Is that actually the case--that because the Bible books are not identified in the Book of Concord, Lutherans officially believe that the Canon is open? This, if true, would also have to be spelled out in the Book of Concord, I'm guessing.
No, no mention of it in in the BoC. Martin Chemnitz does however say as much in his "Examination of the Council of Trent". This idea is also discussed in this article; http://www.internetmonk.com/archive/thinking-about-the-canon-a-lutheran-view:
The 1580 Book of Concord is easily the longest confessional standard coming out of the Reformation, dwarfing the various Reformed statements, the post-Reformation Westminster Standards, and even clocking in at about double the length of the Canons and Decrees of the Council of Trent. So it may surprise you to learn that unlike Trent, Westminster, the 39 Articles, etc, there is no definition of the canon of Scripture in the Lutheran Confessions. This is relevant because between Catholics and Protestants, the canon debate is framed in such away that either you believe in an inerrant Protestant canon of 66 books based on their self-evident, internal witness to their own divine inspiration, or you believe that the infallible Church inerrantly defined the canon, and that it is accepted only on that authority. But as with many theological issues, the Lutheran position takes neither of the supposedly only two possible options without being a synthesis, either.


▸ **TASK DIRECTIONS**
Keep only the lines of the listing that include the word "axes", and copy them.

▸ **DATA SUPPLIED**

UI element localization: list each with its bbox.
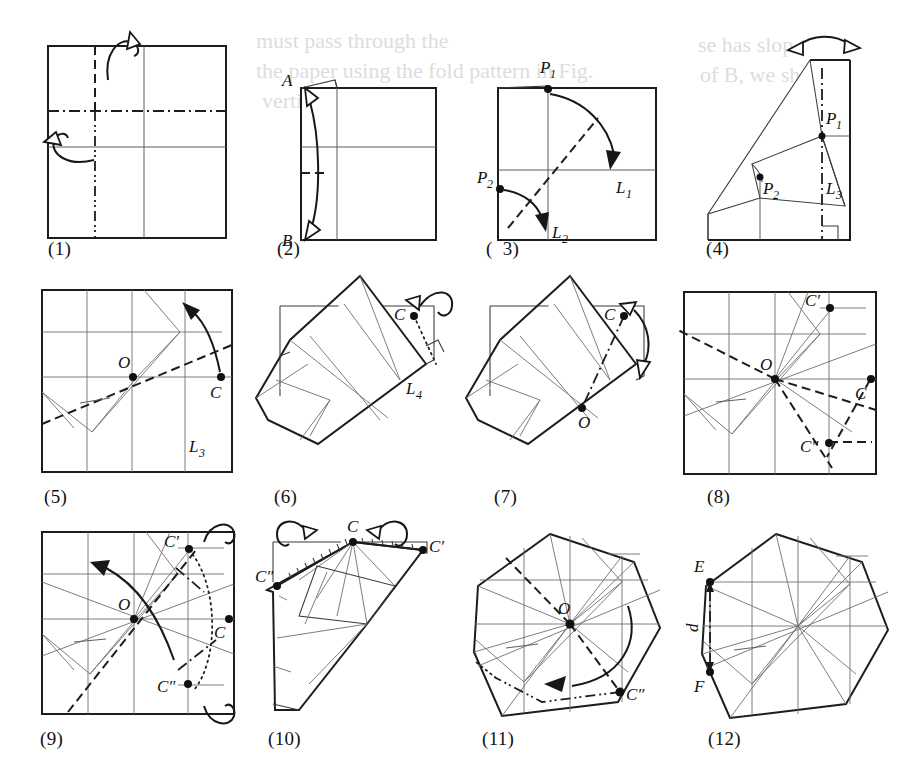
label-C: C	[855, 384, 867, 403]
caption-panel-9: (9)	[40, 728, 63, 750]
caption-panel-7: (7)	[494, 486, 517, 508]
point-C	[620, 312, 628, 320]
caption-panel-2: (2)	[277, 238, 300, 260]
point-E	[706, 578, 714, 586]
point-C-dprime	[273, 582, 281, 590]
label-C-dprime: C″	[800, 437, 819, 456]
label-C: C	[604, 305, 616, 324]
svg-text:3: 3	[198, 446, 205, 460]
point-C-prime	[419, 546, 427, 554]
label-C: C	[210, 383, 222, 402]
svg-text:1: 1	[626, 187, 632, 201]
caption-panel-6: (6)	[274, 486, 297, 508]
caption-panel-8: (8)	[707, 486, 730, 508]
svg-text:P: P	[539, 58, 550, 77]
point-O	[771, 375, 779, 383]
label-O: O	[558, 599, 570, 618]
point-C-prime	[185, 545, 193, 553]
label-C-prime: C′	[164, 532, 179, 551]
label-E: E	[693, 557, 705, 576]
caption-panel-1: (1)	[48, 238, 71, 260]
label-C: C	[214, 623, 226, 642]
label-P2: P 2	[476, 168, 493, 191]
label-C: C	[394, 305, 406, 324]
svg-text:L: L	[188, 437, 198, 456]
point-O	[129, 373, 137, 381]
point-P1	[544, 85, 552, 93]
point-O	[578, 404, 586, 412]
point-F	[706, 668, 714, 676]
svg-text:L: L	[825, 179, 835, 198]
panel-7: C O	[458, 268, 673, 498]
label-C-dprime: C″	[157, 677, 176, 696]
svg-text:3: 3	[835, 188, 842, 202]
svg-text:4: 4	[416, 388, 422, 402]
label-C: C	[347, 517, 359, 536]
panel-9: O C′ C C″	[28, 520, 253, 735]
label-A: A	[281, 71, 293, 90]
panel-5: O C L 3	[32, 280, 252, 495]
caption-panel-12: (12)	[708, 728, 741, 750]
label-C-dprime: C″	[626, 685, 645, 704]
panel-10: C C′ C″	[255, 520, 465, 735]
panel-12: E F d	[686, 520, 911, 735]
caption-panel-3: ( 3)	[486, 238, 519, 260]
right-angle-mark	[426, 340, 444, 352]
panel-1	[30, 18, 260, 258]
label-O: O	[118, 595, 130, 614]
label-C-prime: C′	[429, 537, 444, 556]
caption-panel-10: (10)	[268, 728, 301, 750]
label-L4: L 4	[405, 379, 422, 402]
svg-text:1: 1	[836, 118, 842, 132]
svg-text:P: P	[762, 179, 773, 198]
panel-8: O C′ C C″	[672, 282, 892, 497]
svg-text:2: 2	[562, 232, 568, 246]
origami-figure: se has slop of B, we shall p must pass t…	[0, 0, 924, 782]
label-C-dprime: C″	[255, 567, 274, 586]
svg-text:P: P	[476, 168, 487, 187]
point-C-dprime	[616, 688, 625, 697]
label-O: O	[578, 413, 590, 432]
svg-text:P: P	[825, 109, 836, 128]
caption-panel-4: (4)	[706, 238, 729, 260]
point-C	[225, 615, 233, 623]
panel-11: O C″	[462, 520, 682, 735]
svg-text:1: 1	[550, 67, 556, 81]
svg-text:L: L	[615, 178, 625, 197]
svg-text:L: L	[405, 379, 415, 398]
panel-6: C L 4	[248, 268, 463, 498]
flap-top	[301, 80, 337, 88]
point-O	[566, 620, 575, 629]
label-O: O	[118, 353, 130, 372]
point-P2	[496, 185, 504, 193]
label-C-prime: C′	[805, 291, 820, 310]
svg-text:2: 2	[773, 188, 779, 202]
point-C-prime	[826, 304, 834, 312]
point-C	[217, 373, 225, 381]
point-P1	[819, 133, 826, 140]
label-O: O	[760, 355, 772, 374]
point-O	[130, 615, 138, 623]
point-C-dprime	[825, 439, 833, 447]
panel-2: A B	[275, 18, 460, 258]
svg-text:L: L	[551, 223, 561, 242]
caption-panel-5: (5)	[44, 486, 67, 508]
panel-4: P 1 P 2 L 3	[700, 18, 900, 258]
point-C-dprime	[184, 680, 192, 688]
point-C	[410, 312, 418, 320]
caption-panel-11: (11)	[482, 728, 514, 750]
label-F: F	[693, 677, 705, 696]
point-C	[349, 538, 357, 546]
point-C	[867, 375, 875, 383]
label-d: d	[683, 623, 702, 632]
panel-3: P 1 P 2 L 1 L 2	[480, 18, 680, 258]
label-P1: P 1	[539, 58, 556, 81]
fold-arrow-top-arc	[788, 37, 860, 55]
fold-arrow-loop	[406, 292, 452, 315]
svg-text:2: 2	[487, 177, 493, 191]
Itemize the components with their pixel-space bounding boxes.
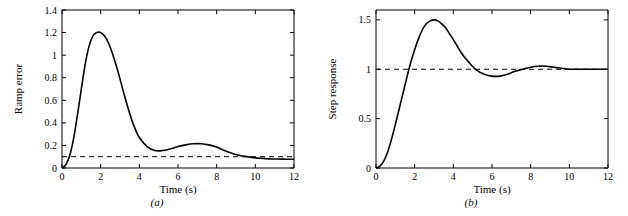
xtick-label: 12 [289,171,299,182]
ytick-label: 0.2 [45,140,58,151]
xtick-label: 2 [98,171,103,182]
plot-b-svg: 0 0.5 1 1.5 0 2 4 6 8 10 12 Time (s) Ste… [314,0,628,195]
ytick-label: 0 [52,163,57,174]
figure-container: 0 0.2 0.4 0.6 0.8 1 1.2 1.4 0 2 4 6 8 10… [0,0,628,216]
plot-a-axes [62,10,294,168]
plot-a-xticks [62,10,294,168]
xtick-label: 4 [451,171,456,182]
plot-a-yticklabels: 0 0.2 0.4 0.6 0.8 1 1.2 1.4 [45,5,58,174]
ytick-label: 0.8 [45,72,58,83]
xtick-label: 2 [412,171,417,182]
plot-a-xticklabels: 0 2 4 6 8 10 12 [60,171,300,182]
ytick-label: 1 [52,50,57,61]
plot-b-axes [376,10,608,168]
ytick-label: 0.5 [359,113,372,124]
plot-b-xticks [376,10,608,168]
chart-panel-b: 0 0.5 1 1.5 0 2 4 6 8 10 12 Time (s) Ste… [314,0,628,216]
x-axis-title: Time (s) [159,183,197,195]
panel-caption-b: (b) [314,196,628,208]
y-axis-title: Step response [326,58,338,119]
ytick-label: 1.5 [359,14,372,25]
plot-a-yticks [62,10,294,168]
plot-b-yticks [376,20,608,168]
plot-a-svg: 0 0.2 0.4 0.6 0.8 1 1.2 1.4 0 2 4 6 8 10… [0,0,314,195]
ytick-label: 0.6 [45,95,58,106]
xtick-label: 12 [603,171,613,182]
xtick-label: 10 [250,171,260,182]
ytick-label: 0 [366,163,371,174]
ytick-label: 1.4 [45,5,58,16]
panel-caption-a: (a) [0,196,314,208]
y-axis-title: Ramp error [12,63,24,114]
ytick-label: 0.4 [45,117,58,128]
xtick-label: 0 [374,171,379,182]
x-axis-title: Time (s) [473,183,511,195]
data-curve-step-response [376,20,608,168]
chart-panel-a: 0 0.2 0.4 0.6 0.8 1 1.2 1.4 0 2 4 6 8 10… [0,0,314,216]
plot-b-yticklabels: 0 0.5 1 1.5 [359,14,372,173]
xtick-label: 6 [490,171,495,182]
plot-b-xticklabels: 0 2 4 6 8 10 12 [374,171,614,182]
ytick-label: 1.2 [45,27,58,38]
xtick-label: 0 [60,171,65,182]
xtick-label: 8 [214,171,219,182]
xtick-label: 10 [564,171,574,182]
xtick-label: 8 [528,171,533,182]
xtick-label: 6 [176,171,181,182]
ytick-label: 1 [366,64,371,75]
xtick-label: 4 [137,171,142,182]
data-curve-ramp-error [62,32,294,168]
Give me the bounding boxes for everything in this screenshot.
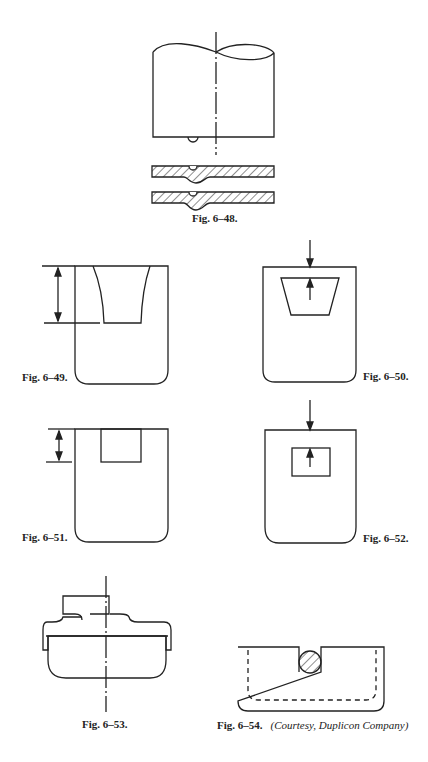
punch-cylinder bbox=[153, 44, 274, 137]
fig-6-51-drawing bbox=[46, 429, 168, 542]
fig-6-49-drawing bbox=[42, 266, 168, 384]
tapered-cavity bbox=[93, 266, 150, 323]
fig-6-50-drawing bbox=[263, 240, 356, 382]
caption-fig-6-48: Fig. 6–48. bbox=[192, 212, 238, 224]
square-cavity bbox=[101, 429, 141, 462]
caption-fig-6-49: Fig. 6–49. bbox=[22, 371, 68, 383]
punch-flange bbox=[43, 614, 171, 650]
die-block bbox=[75, 266, 168, 384]
die-block bbox=[75, 429, 168, 542]
courtesy-credit: (Courtesy, Duplicon Company) bbox=[271, 719, 409, 731]
caption-fig-6-51: Fig. 6–51. bbox=[22, 531, 68, 543]
hatched-plate-2 bbox=[152, 192, 274, 210]
hatched-pin bbox=[299, 651, 321, 673]
caption-fig-6-50: Fig. 6–50. bbox=[363, 370, 409, 382]
punch-body bbox=[48, 636, 166, 678]
fig-6-54-drawing bbox=[238, 647, 384, 711]
caption-fig-6-53: Fig. 6–53. bbox=[82, 718, 128, 730]
caption-fig-6-52: Fig. 6–52. bbox=[363, 532, 409, 544]
fig-6-53-drawing bbox=[43, 576, 171, 712]
fig-6-48-drawing bbox=[152, 32, 274, 210]
caption-fig-6-54: Fig. 6–54.(Courtesy, Duplicon Company) bbox=[217, 719, 408, 731]
hatched-plate-1 bbox=[152, 166, 274, 183]
die-block bbox=[265, 430, 356, 543]
punch-tip-bump bbox=[188, 137, 198, 142]
caption-fig-6-54-label: Fig. 6–54. bbox=[217, 719, 263, 731]
fig-6-52-drawing bbox=[265, 400, 356, 543]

▸ **RESPONSE TO THIS EXERCISE**
plot-a-axes [62,10,294,168]
plot-b-axes [376,10,608,168]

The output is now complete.